I want to speak for no one but myself. I do not regret the decision to transition, I am entirely comfortable with the face I see in the mirror. I am male and enjoy a hormonal rightness that grants me a certain completeness. The body, well that is another possibly unsolvable matter. However, of late I find myself wanting to claw back some sense of dignity for my early, pre-transition life. It isn’t easy. It is unsettling, even with my most generous and supportive friends— those who fully accept me but have only known me with this present name, this current appearance. And very often it angers transgender activists because it defies the accepted discourse. I can’t help but fear that the only person who might have ever come close to truly understanding, who might have been able to walk with me through this unending, evolving, shifting, and ever ill-defined journey is no longer here. My mother contained all that I am—all that I have ever been, and all that I ever will be. My absolute alpha and omega. Her love was whole, at times skeptical perhaps, but expansive and complete.

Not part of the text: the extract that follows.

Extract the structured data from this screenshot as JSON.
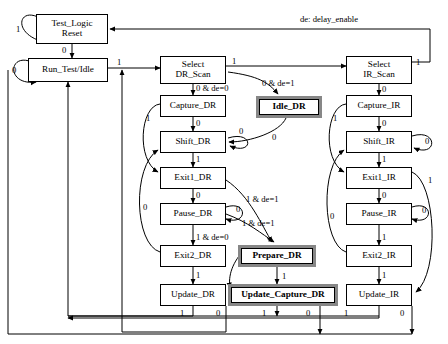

And for that reason, on this Mother’s Day, I miss her with all my heart and soul.

Thoughts on writing about The Surrender by Scott Esposito for Minor Literature(s)

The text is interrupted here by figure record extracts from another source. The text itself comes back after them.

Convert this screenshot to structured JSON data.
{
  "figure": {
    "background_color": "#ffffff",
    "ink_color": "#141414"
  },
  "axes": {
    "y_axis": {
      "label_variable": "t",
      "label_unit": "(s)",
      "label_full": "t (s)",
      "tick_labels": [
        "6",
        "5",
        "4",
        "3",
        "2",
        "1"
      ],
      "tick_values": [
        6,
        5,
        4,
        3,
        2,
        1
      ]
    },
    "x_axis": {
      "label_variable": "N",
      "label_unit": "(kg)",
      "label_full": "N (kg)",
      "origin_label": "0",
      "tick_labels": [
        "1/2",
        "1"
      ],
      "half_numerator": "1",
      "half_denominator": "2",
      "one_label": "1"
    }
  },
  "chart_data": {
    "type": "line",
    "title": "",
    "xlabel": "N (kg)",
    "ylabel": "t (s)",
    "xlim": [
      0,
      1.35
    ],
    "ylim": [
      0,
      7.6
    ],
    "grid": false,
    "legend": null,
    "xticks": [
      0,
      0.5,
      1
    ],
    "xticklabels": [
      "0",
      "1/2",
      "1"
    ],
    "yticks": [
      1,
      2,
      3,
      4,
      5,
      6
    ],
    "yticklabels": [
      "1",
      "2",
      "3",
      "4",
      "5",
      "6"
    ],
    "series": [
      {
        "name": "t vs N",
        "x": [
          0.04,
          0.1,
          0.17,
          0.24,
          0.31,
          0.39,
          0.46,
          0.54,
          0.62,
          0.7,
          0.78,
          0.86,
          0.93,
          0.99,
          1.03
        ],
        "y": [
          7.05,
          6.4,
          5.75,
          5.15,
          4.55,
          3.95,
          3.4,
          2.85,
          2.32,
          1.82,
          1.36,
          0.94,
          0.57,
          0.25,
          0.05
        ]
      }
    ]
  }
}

The moment I heard that this book was on the horizon last year, I knew it was one that I had to read. But I could never have anticipated how tightly the release of The Surrender would intersect with my own fledgling efforts to put a voice to my own journey. The precipitous timing coloured not only how I read, but how I would go on to write about this book.

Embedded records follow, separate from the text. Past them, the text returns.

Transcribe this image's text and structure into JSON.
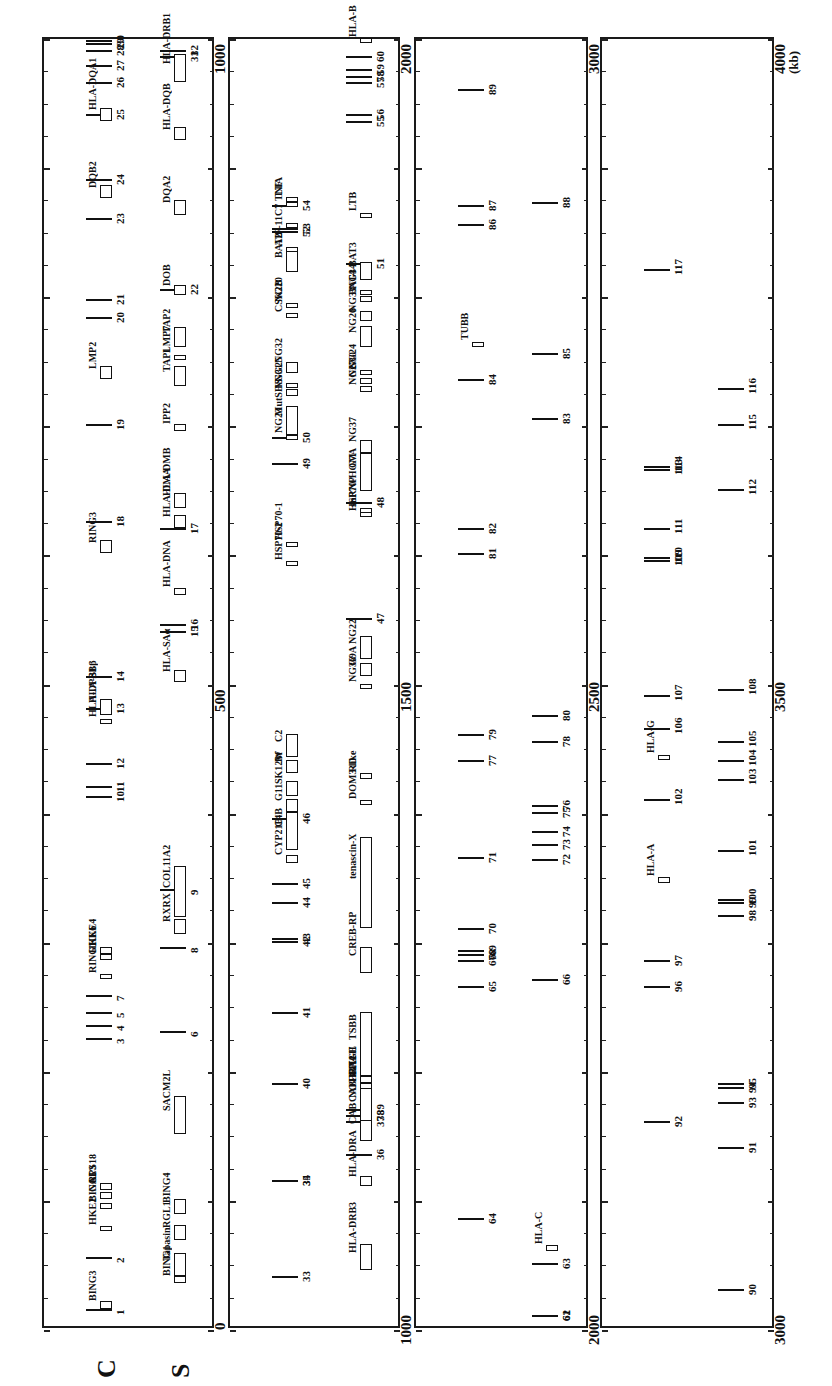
{
  "figure": {
    "orientation": "rotated -90deg; position increases upward within each panel",
    "units_label": "(kb)",
    "strand_labels": [
      "C",
      "S"
    ],
    "panels": [
      {
        "start": 0,
        "end": 1000,
        "start_label": "0",
        "mid_label": "500",
        "end_label": "1000"
      },
      {
        "start": 1000,
        "end": 2000,
        "start_label": "1000",
        "mid_label": "1500",
        "end_label": "2000"
      },
      {
        "start": 2000,
        "end": 3000,
        "start_label": "2000",
        "mid_label": "2500",
        "end_label": "3000"
      },
      {
        "start": 3000,
        "end": 4000,
        "start_label": "3000",
        "mid_label": "3500",
        "end_label": "4000"
      }
    ]
  },
  "marks": [
    {
      "id": "1",
      "kb": 15,
      "lane": "C"
    },
    {
      "id": "2",
      "kb": 55,
      "lane": "C"
    },
    {
      "id": "3",
      "kb": 225,
      "lane": "C"
    },
    {
      "id": "4",
      "kb": 235,
      "lane": "C"
    },
    {
      "id": "5",
      "kb": 245,
      "lane": "C"
    },
    {
      "id": "6",
      "kb": 230,
      "lane": "S"
    },
    {
      "id": "7",
      "kb": 258,
      "lane": "C"
    },
    {
      "id": "8",
      "kb": 295,
      "lane": "S"
    },
    {
      "id": "9",
      "kb": 340,
      "lane": "S"
    },
    {
      "id": "10",
      "kb": 412,
      "lane": "C"
    },
    {
      "id": "11",
      "kb": 420,
      "lane": "C"
    },
    {
      "id": "12",
      "kb": 438,
      "lane": "C"
    },
    {
      "id": "13",
      "kb": 480,
      "lane": "C"
    },
    {
      "id": "14",
      "kb": 505,
      "lane": "C"
    },
    {
      "id": "15",
      "kb": 540,
      "lane": "S"
    },
    {
      "id": "16",
      "kb": 545,
      "lane": "S"
    },
    {
      "id": "17",
      "kb": 620,
      "lane": "S"
    },
    {
      "id": "18",
      "kb": 625,
      "lane": "C"
    },
    {
      "id": "19",
      "kb": 700,
      "lane": "C"
    },
    {
      "id": "20",
      "kb": 783,
      "lane": "C"
    },
    {
      "id": "21",
      "kb": 797,
      "lane": "C"
    },
    {
      "id": "22",
      "kb": 805,
      "lane": "S"
    },
    {
      "id": "23",
      "kb": 860,
      "lane": "C"
    },
    {
      "id": "24",
      "kb": 890,
      "lane": "C"
    },
    {
      "id": "25",
      "kb": 940,
      "lane": "C"
    },
    {
      "id": "26",
      "kb": 965,
      "lane": "C"
    },
    {
      "id": "27",
      "kb": 978,
      "lane": "C"
    },
    {
      "id": "28",
      "kb": 990,
      "lane": "C"
    },
    {
      "id": "29",
      "kb": 995,
      "lane": "C"
    },
    {
      "id": "30",
      "kb": 998,
      "lane": "C"
    },
    {
      "id": "31",
      "kb": 985,
      "lane": "S"
    },
    {
      "id": "32",
      "kb": 990,
      "lane": "S"
    },
    {
      "id": "33",
      "kb": 1040,
      "lane": "C"
    },
    {
      "id": "34",
      "kb": 1115,
      "lane": "C"
    },
    {
      "id": "35",
      "kb": 1115,
      "lane": "C"
    },
    {
      "id": "36",
      "kb": 1135,
      "lane": "S"
    },
    {
      "id": "37",
      "kb": 1160,
      "lane": "S"
    },
    {
      "id": "38",
      "kb": 1165,
      "lane": "S"
    },
    {
      "id": "39",
      "kb": 1170,
      "lane": "S"
    },
    {
      "id": "40",
      "kb": 1190,
      "lane": "C"
    },
    {
      "id": "41",
      "kb": 1245,
      "lane": "C"
    },
    {
      "id": "42",
      "kb": 1300,
      "lane": "C"
    },
    {
      "id": "43",
      "kb": 1302,
      "lane": "C"
    },
    {
      "id": "44",
      "kb": 1330,
      "lane": "C"
    },
    {
      "id": "45",
      "kb": 1345,
      "lane": "C"
    },
    {
      "id": "46",
      "kb": 1395,
      "lane": "C"
    },
    {
      "id": "47",
      "kb": 1550,
      "lane": "S"
    },
    {
      "id": "48",
      "kb": 1640,
      "lane": "S"
    },
    {
      "id": "49",
      "kb": 1670,
      "lane": "C"
    },
    {
      "id": "50",
      "kb": 1690,
      "lane": "C"
    },
    {
      "id": "51",
      "kb": 1825,
      "lane": "S"
    },
    {
      "id": "52",
      "kb": 1850,
      "lane": "C"
    },
    {
      "id": "53",
      "kb": 1852,
      "lane": "C"
    },
    {
      "id": "54",
      "kb": 1870,
      "lane": "C"
    },
    {
      "id": "55",
      "kb": 1935,
      "lane": "S"
    },
    {
      "id": "56",
      "kb": 1940,
      "lane": "S"
    },
    {
      "id": "57",
      "kb": 1965,
      "lane": "S"
    },
    {
      "id": "58",
      "kb": 1970,
      "lane": "S"
    },
    {
      "id": "59",
      "kb": 1975,
      "lane": "S"
    },
    {
      "id": "60",
      "kb": 1985,
      "lane": "S"
    },
    {
      "id": "61",
      "kb": 2010,
      "lane": "S"
    },
    {
      "id": "62",
      "kb": 2010,
      "lane": "S"
    },
    {
      "id": "63",
      "kb": 2050,
      "lane": "S"
    },
    {
      "id": "64",
      "kb": 2085,
      "lane": "C"
    },
    {
      "id": "65",
      "kb": 2265,
      "lane": "C"
    },
    {
      "id": "66",
      "kb": 2270,
      "lane": "S"
    },
    {
      "id": "67",
      "kb": 2285,
      "lane": "C"
    },
    {
      "id": "68",
      "kb": 2290,
      "lane": "C"
    },
    {
      "id": "69",
      "kb": 2293,
      "lane": "C"
    },
    {
      "id": "70",
      "kb": 2310,
      "lane": "C"
    },
    {
      "id": "71",
      "kb": 2365,
      "lane": "C"
    },
    {
      "id": "72",
      "kb": 2363,
      "lane": "S"
    },
    {
      "id": "73",
      "kb": 2375,
      "lane": "S"
    },
    {
      "id": "74",
      "kb": 2385,
      "lane": "S"
    },
    {
      "id": "75",
      "kb": 2400,
      "lane": "S"
    },
    {
      "id": "76",
      "kb": 2405,
      "lane": "S"
    },
    {
      "id": "77",
      "kb": 2440,
      "lane": "C"
    },
    {
      "id": "78",
      "kb": 2455,
      "lane": "S"
    },
    {
      "id": "79",
      "kb": 2460,
      "lane": "C"
    },
    {
      "id": "80",
      "kb": 2475,
      "lane": "S"
    },
    {
      "id": "81",
      "kb": 2600,
      "lane": "C"
    },
    {
      "id": "82",
      "kb": 2620,
      "lane": "C"
    },
    {
      "id": "83",
      "kb": 2705,
      "lane": "S"
    },
    {
      "id": "84",
      "kb": 2735,
      "lane": "C"
    },
    {
      "id": "85",
      "kb": 2755,
      "lane": "S"
    },
    {
      "id": "86",
      "kb": 2855,
      "lane": "C"
    },
    {
      "id": "87",
      "kb": 2870,
      "lane": "C"
    },
    {
      "id": "88",
      "kb": 2872,
      "lane": "S"
    },
    {
      "id": "89",
      "kb": 2960,
      "lane": "C"
    },
    {
      "id": "90",
      "kb": 3030,
      "lane": "S"
    },
    {
      "id": "91",
      "kb": 3140,
      "lane": "S"
    },
    {
      "id": "92",
      "kb": 3160,
      "lane": "C"
    },
    {
      "id": "93",
      "kb": 3175,
      "lane": "S"
    },
    {
      "id": "94",
      "kb": 3187,
      "lane": "S"
    },
    {
      "id": "95",
      "kb": 3190,
      "lane": "S"
    },
    {
      "id": "96",
      "kb": 3265,
      "lane": "C"
    },
    {
      "id": "97",
      "kb": 3285,
      "lane": "C"
    },
    {
      "id": "98",
      "kb": 3320,
      "lane": "S"
    },
    {
      "id": "99",
      "kb": 3330,
      "lane": "S"
    },
    {
      "id": "100",
      "kb": 3332,
      "lane": "S"
    },
    {
      "id": "101",
      "kb": 3370,
      "lane": "S"
    },
    {
      "id": "102",
      "kb": 3410,
      "lane": "C"
    },
    {
      "id": "103",
      "kb": 3425,
      "lane": "S"
    },
    {
      "id": "104",
      "kb": 3440,
      "lane": "S"
    },
    {
      "id": "105",
      "kb": 3455,
      "lane": "S"
    },
    {
      "id": "106",
      "kb": 3465,
      "lane": "C"
    },
    {
      "id": "107",
      "kb": 3490,
      "lane": "C"
    },
    {
      "id": "108",
      "kb": 3495,
      "lane": "S"
    },
    {
      "id": "109",
      "kb": 3595,
      "lane": "C"
    },
    {
      "id": "110",
      "kb": 3597,
      "lane": "C"
    },
    {
      "id": "111",
      "kb": 3620,
      "lane": "C"
    },
    {
      "id": "112",
      "kb": 3650,
      "lane": "S"
    },
    {
      "id": "113",
      "kb": 3665,
      "lane": "C"
    },
    {
      "id": "114",
      "kb": 3668,
      "lane": "C"
    },
    {
      "id": "115",
      "kb": 3700,
      "lane": "S"
    },
    {
      "id": "116",
      "kb": 3728,
      "lane": "S"
    },
    {
      "id": "117",
      "kb": 3820,
      "lane": "C"
    }
  ],
  "genes": [
    {
      "name": "BING3",
      "kb": 15,
      "len": 6,
      "lane": "C"
    },
    {
      "name": "BING1",
      "kb": 35,
      "len": 5,
      "lane": "S"
    },
    {
      "name": "Tapasin",
      "kb": 40,
      "len": 18,
      "lane": "S"
    },
    {
      "name": "RGL1",
      "kb": 68,
      "len": 12,
      "lane": "S"
    },
    {
      "name": "HKE2",
      "kb": 75,
      "len": 4,
      "lane": "C"
    },
    {
      "name": "BING4",
      "kb": 88,
      "len": 12,
      "lane": "S"
    },
    {
      "name": "BING5",
      "kb": 92,
      "len": 5,
      "lane": "C"
    },
    {
      "name": "GAL3",
      "kb": 100,
      "len": 5,
      "lane": "C"
    },
    {
      "name": "RPS18",
      "kb": 107,
      "len": 5,
      "lane": "C"
    },
    {
      "name": "SACM2L",
      "kb": 150,
      "len": 30,
      "lane": "S"
    },
    {
      "name": "RING1",
      "kb": 270,
      "len": 4,
      "lane": "C"
    },
    {
      "name": "HKE6",
      "kb": 285,
      "len": 5,
      "lane": "C"
    },
    {
      "name": "HKE4",
      "kb": 290,
      "len": 5,
      "lane": "C"
    },
    {
      "name": "RXRX",
      "kb": 305,
      "len": 12,
      "lane": "S"
    },
    {
      "name": "COL11A2",
      "kb": 318,
      "len": 40,
      "lane": "S"
    },
    {
      "name": "HLA-DPB1",
      "kb": 468,
      "len": 4,
      "lane": "C"
    },
    {
      "name": "HLA-SBβ",
      "kb": 475,
      "len": 12,
      "lane": "C"
    },
    {
      "name": "HLA-SAα",
      "kb": 500,
      "len": 10,
      "lane": "S"
    },
    {
      "name": "HLA-DNA",
      "kb": 568,
      "len": 5,
      "lane": "S"
    },
    {
      "name": "RING3",
      "kb": 600,
      "len": 10,
      "lane": "C"
    },
    {
      "name": "HLA-DMA",
      "kb": 620,
      "len": 10,
      "lane": "S"
    },
    {
      "name": "HLA-DMB",
      "kb": 635,
      "len": 12,
      "lane": "S"
    },
    {
      "name": "IPP2",
      "kb": 695,
      "len": 5,
      "lane": "S"
    },
    {
      "name": "LMP2",
      "kb": 735,
      "len": 10,
      "lane": "C"
    },
    {
      "name": "TAP1",
      "kb": 730,
      "len": 15,
      "lane": "S"
    },
    {
      "name": "LMP7",
      "kb": 750,
      "len": 4,
      "lane": "S"
    },
    {
      "name": "TAP2",
      "kb": 760,
      "len": 15,
      "lane": "S"
    },
    {
      "name": "DOB",
      "kb": 800,
      "len": 8,
      "lane": "S"
    },
    {
      "name": "DQA2",
      "kb": 862,
      "len": 12,
      "lane": "S"
    },
    {
      "name": "DQB2",
      "kb": 875,
      "len": 10,
      "lane": "C"
    },
    {
      "name": "HLA-DQB",
      "kb": 920,
      "len": 10,
      "lane": "S"
    },
    {
      "name": "HLA-DQA1",
      "kb": 935,
      "len": 10,
      "lane": "C"
    },
    {
      "name": "HLA-DRB1",
      "kb": 965,
      "len": 22,
      "lane": "S"
    },
    {
      "name": "HLA-DRB3",
      "kb": 1045,
      "len": 20,
      "lane": "S"
    },
    {
      "name": "HLA-DRA",
      "kb": 1110,
      "len": 8,
      "lane": "S"
    },
    {
      "name": "CAB",
      "kb": 1145,
      "len": 20,
      "lane": "S"
    },
    {
      "name": "CAB-BTL-II",
      "kb": 1170,
      "len": 4,
      "lane": "S"
    },
    {
      "name": "TSBB",
      "kb": 1195,
      "len": 50,
      "lane": "S"
    },
    {
      "name": "NOTCH4",
      "kb": 1160,
      "len": 30,
      "lane": "S"
    },
    {
      "name": "HBX2",
      "kb": 1185,
      "len": 5,
      "lane": "S"
    },
    {
      "name": "RAGE",
      "kb": 1190,
      "len": 5,
      "lane": "S"
    },
    {
      "name": "CREB-RP",
      "kb": 1275,
      "len": 20,
      "lane": "S"
    },
    {
      "name": "tenascin-X",
      "kb": 1310,
      "len": 70,
      "lane": "S"
    },
    {
      "name": "CYP21B",
      "kb": 1360,
      "len": 6,
      "lane": "C"
    },
    {
      "name": "C4B",
      "kb": 1370,
      "len": 30,
      "lane": "C"
    },
    {
      "name": "G11",
      "kb": 1400,
      "len": 10,
      "lane": "C"
    },
    {
      "name": "SK12W",
      "kb": 1412,
      "len": 12,
      "lane": "C"
    },
    {
      "name": "Bf",
      "kb": 1430,
      "len": 10,
      "lane": "C"
    },
    {
      "name": "C2",
      "kb": 1442,
      "len": 18,
      "lane": "C"
    },
    {
      "name": "DOM3-like",
      "kb": 1405,
      "len": 4,
      "lane": "S"
    },
    {
      "name": "RD",
      "kb": 1425,
      "len": 5,
      "lane": "S"
    },
    {
      "name": "NG36",
      "kb": 1495,
      "len": 4,
      "lane": "S"
    },
    {
      "name": "G9A",
      "kb": 1505,
      "len": 10,
      "lane": "S"
    },
    {
      "name": "NG22",
      "kb": 1518,
      "len": 18,
      "lane": "S"
    },
    {
      "name": "HSP70-2",
      "kb": 1590,
      "len": 4,
      "lane": "C"
    },
    {
      "name": "HSP70-1",
      "kb": 1605,
      "len": 4,
      "lane": "C"
    },
    {
      "name": "HSP70-HOM",
      "kb": 1628,
      "len": 4,
      "lane": "S"
    },
    {
      "name": "snRNP",
      "kb": 1631,
      "len": 4,
      "lane": "S"
    },
    {
      "name": "G7A",
      "kb": 1648,
      "len": 30,
      "lane": "S"
    },
    {
      "name": "NG37",
      "kb": 1678,
      "len": 10,
      "lane": "S"
    },
    {
      "name": "NG23",
      "kb": 1688,
      "len": 4,
      "lane": "C"
    },
    {
      "name": "MutSHS",
      "kb": 1692,
      "len": 22,
      "lane": "C"
    },
    {
      "name": "NG27",
      "kb": 1725,
      "len": 5,
      "lane": "S"
    },
    {
      "name": "NG30",
      "kb": 1731,
      "len": 5,
      "lane": "S"
    },
    {
      "name": "NG24",
      "kb": 1738,
      "len": 4,
      "lane": "S"
    },
    {
      "name": "NG31",
      "kb": 1722,
      "len": 5,
      "lane": "C"
    },
    {
      "name": "NG25",
      "kb": 1728,
      "len": 4,
      "lane": "C"
    },
    {
      "name": "NG32",
      "kb": 1740,
      "len": 8,
      "lane": "C"
    },
    {
      "name": "NG26",
      "kb": 1760,
      "len": 16,
      "lane": "S"
    },
    {
      "name": "NG33",
      "kb": 1780,
      "len": 8,
      "lane": "S"
    },
    {
      "name": "BAT4",
      "kb": 1795,
      "len": 4,
      "lane": "S"
    },
    {
      "name": "NG34",
      "kb": 1800,
      "len": 4,
      "lane": "S"
    },
    {
      "name": "BAT3",
      "kb": 1812,
      "len": 14,
      "lane": "S"
    },
    {
      "name": "CSK2B",
      "kb": 1782,
      "len": 4,
      "lane": "C"
    },
    {
      "name": "NG20",
      "kb": 1790,
      "len": 4,
      "lane": "C"
    },
    {
      "name": "BAT2",
      "kb": 1818,
      "len": 16,
      "lane": "C"
    },
    {
      "name": "AIF-1",
      "kb": 1835,
      "len": 2,
      "lane": "C"
    },
    {
      "name": "1C7",
      "kb": 1852,
      "len": 4,
      "lane": "C"
    },
    {
      "name": "TNF",
      "kb": 1868,
      "len": 4,
      "lane": "C"
    },
    {
      "name": "LTA",
      "kb": 1872,
      "len": 4,
      "lane": "C"
    },
    {
      "name": "LTB",
      "kb": 1860,
      "len": 4,
      "lane": "S"
    },
    {
      "name": "HLA-B",
      "kb": 1995,
      "len": 4,
      "lane": "S"
    },
    {
      "name": "HLA-C",
      "kb": 2060,
      "len": 4,
      "lane": "S"
    },
    {
      "name": "TUBB",
      "kb": 2760,
      "len": 4,
      "lane": "C"
    },
    {
      "name": "HLA-A",
      "kb": 3345,
      "len": 4,
      "lane": "C"
    },
    {
      "name": "HLA-G",
      "kb": 3440,
      "len": 4,
      "lane": "C"
    }
  ]
}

surrI entered Scott Esposito’s sensitive and intelligent three part essay into the heart of his own gendered identity armed with two notebooks. In one I catalogued my observations about the essays themselves–the structure, the form, and the content–while the other captured the flow of emotion, the moments of recognition, the ideas that spoke to my soul. One could say that I surrendered to this book. But I could only review it by putting my deepest personal reactions to one side and allowing Scott and his accounting centre stage. To do anything else would have been self indulgent, unprofessional. At the same time I simply wanted to open the work to the point that other readers would be drawn to enter in. One deserves to hear a story like Scott’s directly.

For my part, writing about The Surrender was an absolute joy. Thank you to Tomoé Hill at the wonderful Minor Literature(s) for entertaining my review.

You can read my review and see the original photograph I created to accompany it here.